U.S. and Iran hold Qatar talks after ceasefire strains
Fresh strikes put Doha talks on a knife-edge as Washington and Tehran disagreed over whether a direct meeting had even been set.

American and Iranian officials were in Doha under pressure from fresh missile fire and strikes that threatened to unravel a fragile ceasefire and the wider peace track. President Donald Trump said the United States would meet Iran in Qatar on Tuesday, June 30, but Iranian Foreign Ministry spokesman Esmaeil Baghaei said no meeting had been scheduled at any level.
Qatar’s role as mediator again put Doha at the center of the crisis. The talks followed high-level negotiations in Switzerland on June 21, where mediators from Qatar and Pakistan said the United States and Iran had agreed to a roadmap for a final deal within 60 days and established a communication line to avoid incidents in the Strait of Hormuz.

The Washington side was expected to be led by special envoy Steve Witkoff, with White House press secretary Karoline Leavitt saying Jared Kushner would also represent the United States. Iranian President Masoud Pezeshkian said the interim arrangement would include the release of $6 billion in frozen Iranian assets held in Qatar, a concrete concession that underscored what Tehran wanted most out of the process.
The dispute over whether the meeting was actually on the calendar exposed the gap between public statements and the minimum trust required to keep the talks alive. Iranian and U.S. negotiating teams were due in Doha in the coming days, but the timing was thrown into doubt as weekend fire from both sides tested the ceasefire. The focus in Doha was less on Iran’s nuclear program than on de-escalation and maritime security in the Strait of Hormuz, a chokepoint that carries a major share of global oil trade.
Months of war and tit-for-tat attacks had already strained the arrangement, and the latest fighting raised the risk that the ceasefire would collapse before any final deal could take hold. For both sides, the immediate test was not a sweeping peace agreement but whether enough could be salvaged in Doha to keep the channel open, preserve the asset release, and prevent the Gulf from sliding back toward a broader regional conflict.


**Task details:**
Determine how many lines in the records include "node". Write the number and nothing more.

★ ★ ★ ★ ★ ★ ★

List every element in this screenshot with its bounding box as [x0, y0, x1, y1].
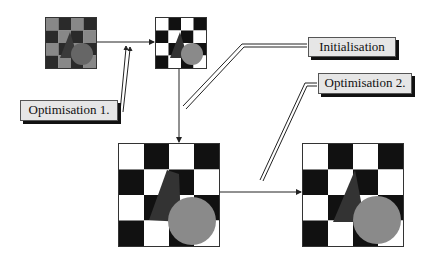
- input-noisy-image: [45, 17, 97, 69]
- label-initialisation: Initialisation: [308, 37, 396, 57]
- label-optimisation-2: Optimisation 2.: [318, 73, 412, 94]
- callout-opt1: [120, 46, 132, 112]
- optimised-2-image: [302, 143, 404, 247]
- initialised-image: [155, 17, 207, 69]
- label-optimisation-1: Optimisation 1.: [20, 100, 118, 121]
- optimised-1-image: [118, 143, 220, 247]
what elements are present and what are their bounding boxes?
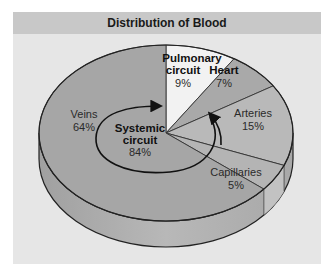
label-systemic: Systemic bbox=[115, 122, 166, 134]
label-heart-pct: 7% bbox=[216, 77, 232, 89]
label-systemic-2: circuit bbox=[123, 134, 158, 146]
label-pulmonary-2: circuit bbox=[166, 64, 201, 76]
label-arteries-pct: 15% bbox=[242, 120, 264, 132]
label-veins: Veins bbox=[71, 108, 98, 120]
label-arteries: Arteries bbox=[234, 107, 272, 119]
label-veins-pct: 64% bbox=[73, 121, 95, 133]
label-heart: Heart bbox=[209, 64, 239, 76]
label-capillaries: Capillaries bbox=[210, 166, 262, 178]
label-pulmonary-pct: 9% bbox=[175, 77, 191, 89]
label-capillaries-pct: 5% bbox=[228, 179, 244, 191]
label-pulmonary: Pulmonary bbox=[162, 52, 222, 64]
pie-chart: Pulmonary circuit 9% Heart 7% Arteries 1… bbox=[0, 0, 330, 276]
label-systemic-pct: 84% bbox=[129, 146, 151, 158]
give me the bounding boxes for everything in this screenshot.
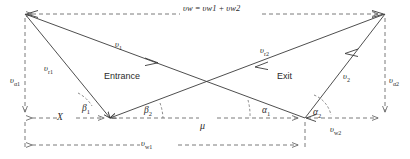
label-alpha1: α1	[262, 106, 270, 117]
vector-vr2-arrowhead	[255, 62, 268, 70]
label-v-w1: υw1	[141, 139, 152, 150]
label-v-2: υ2	[343, 72, 350, 83]
label-beta2: β2	[144, 106, 152, 117]
angle-arc-beta2	[160, 103, 163, 118]
label-v-r2: υr2	[260, 46, 269, 57]
label-alpha2: α2	[313, 108, 321, 119]
angle-arc-alpha1	[248, 100, 250, 118]
label-entrance: Entrance	[104, 72, 140, 81]
label-vw-equation-text: υw = υw1 + υw2	[183, 3, 240, 13]
label-x-offset: X	[57, 113, 63, 123]
label-v-w2: υw2	[330, 125, 341, 136]
label-vw-equation: υw = υw1 + υw2	[183, 4, 240, 13]
label-exit: Exit	[277, 72, 292, 81]
label-beta1: β1	[82, 104, 90, 115]
label-v-alpha1: υα1	[10, 76, 20, 87]
label-v-r1: υr1	[44, 64, 53, 75]
vector-v1-arrowhead	[145, 58, 158, 66]
velocity-vector-diagram: υw = υw1 + υw2 υα1 υα2 υr1 υr2 υ1 υ2 X μ…	[0, 0, 410, 159]
vector-v2-arrowhead	[345, 49, 358, 57]
label-mu: μ	[200, 121, 205, 131]
label-v-1: υ1	[115, 40, 122, 51]
label-v-alpha2: υα2	[389, 76, 399, 87]
vector-vr2	[110, 14, 385, 118]
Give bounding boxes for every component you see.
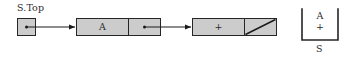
diagram-canvas: S.Top A + A + S <box>0 0 353 59</box>
node-2-data-value: + <box>193 22 244 32</box>
node-2-data-cell: + <box>192 18 244 36</box>
node-2-link-cell <box>244 18 277 36</box>
node-1-link-cell <box>128 18 161 36</box>
node-1-data-cell: A <box>76 18 128 36</box>
pointer-label: S.Top <box>17 3 44 13</box>
stack-item-0: A <box>300 10 340 21</box>
stack-item-1: + <box>300 21 340 32</box>
pointer-origin-box <box>17 18 36 36</box>
stack-items: A + <box>300 10 340 32</box>
stack-container: A + <box>300 8 340 42</box>
stack-label: S <box>316 44 323 54</box>
node-1-data-value: A <box>77 22 128 32</box>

★ ★ ★ ★ ★ ★ ★

**Reply:**
6